Brown, Novak & Napier sounds like a plausible name for a law firm; actually it is a winning combination at Stanford. Inspired by Presbyterian The ologian Robert McAfee Brown and Roman Catholic Philosopher Michael Novak, religion has become one of Stanford’s most adventurous intellectual disciplines, and Dean of the Chapel B. Davie Napier has turned the once staid services at the pseudo-Roman esque Memorial Church into a continuing experiment in worship. The result is an enlightening case study of how Christianity on a secular campus can be imaginatively brought to life.

Going Beyond a Charter. Academically, the renaissance of religion at Stanford began in 1962, when Theologian Brown was hired away from Manhattan’s Union Theological Seminary as professor of religion.
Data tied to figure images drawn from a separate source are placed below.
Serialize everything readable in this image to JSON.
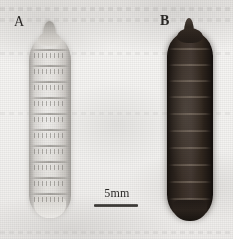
{
  "figure": {
    "type": "scanned-photographic-plate",
    "width": 233,
    "height": 239,
    "background_color": "#f2f1ef"
  },
  "panels": [
    {
      "letter": "A",
      "specimen_name": "pale-larva",
      "description": "light cream-gray segmented fly larva (maggot), anterior tapered at top",
      "color": "#dedbd6",
      "segment_count": 11
    },
    {
      "letter": "B",
      "specimen_name": "dark-puparium",
      "description": "dark brown-black segmented puparium, anterior tapered at top",
      "color": "#271f1a",
      "segment_count": 11
    }
  ],
  "scale_bar": {
    "label": "5mm",
    "bar_color": "#3b3937"
  }
}
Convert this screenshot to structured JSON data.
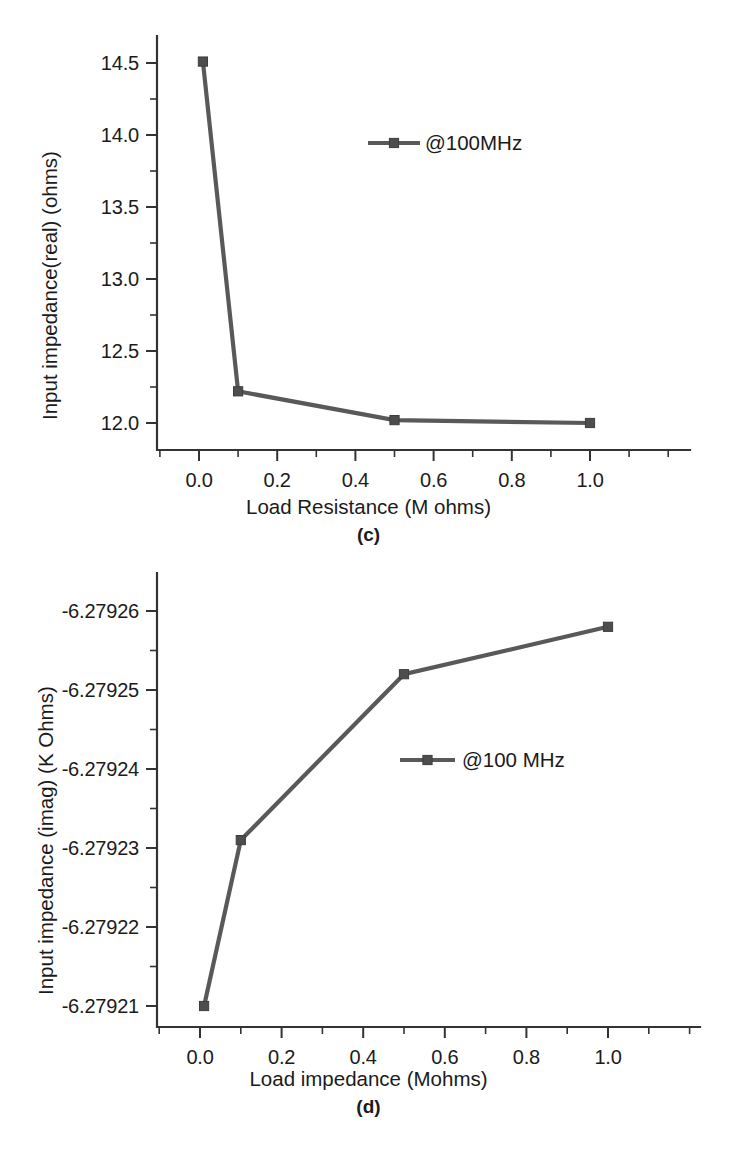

Guided by a 19th century charter that forbade any sectarian instruction in doctrine, the university did not even have a lecturer in religion until 1951. Now the religion teaching staff, operating within the humanities division, consists of four men:

Brown; Biblical Scholar Edwin Good; Novak, a onetime seminarian in Rome who studied for his doctorate at Harvard; and Church Historian William Clebsch, formerly of Texas’ Episcopal Theological Seminary of the Southwest.

Students cannot major in religion and must take the subject as an elective—but the courses are highly popular nonetheless. The Stanford emphasis is strongly contemporary. Brown teaches one course on modern theology on the work of Barth, Tillich, Bultmann and Reinhold Niebuhr, another on Christian ethics that ranges from sexual problems-to political responsibility. Novak traces the development of 20th century Catholic theology and literature, has gained his greatest student following with a course that explores the practical consequences of commitments to faith and atheism.

Liturgy from Africa. This fall, the revival of religion as a discipline has been supplemented by the spiritual experiments at Memorial Church fostered by Dean Napier, a Congregational minister who formerly taught Old Testament at Yale. He has inaugurated an ecumenical Sunday Communion based on an Anglican liturgy developed for use in Africa that provides for considerable congregational participation. Utilizing student creativity, Napier presents jazz and folk-song services with banjo and guitar accompaniment, for Christmas will put on a medieval Christian drama performed by freshmen students in the English department.

Although Napier’s chapel and academic religion at Stanford are independent, the revitalization of both has begun to have a synergistic effect: students of religion have felt compelled to express their new concern about faith in worship, while students inspired by worship plan to enroll in religion courses. Concludes Brown: “Faith and learning can exist in partnership with each other: they need not be antithetical.”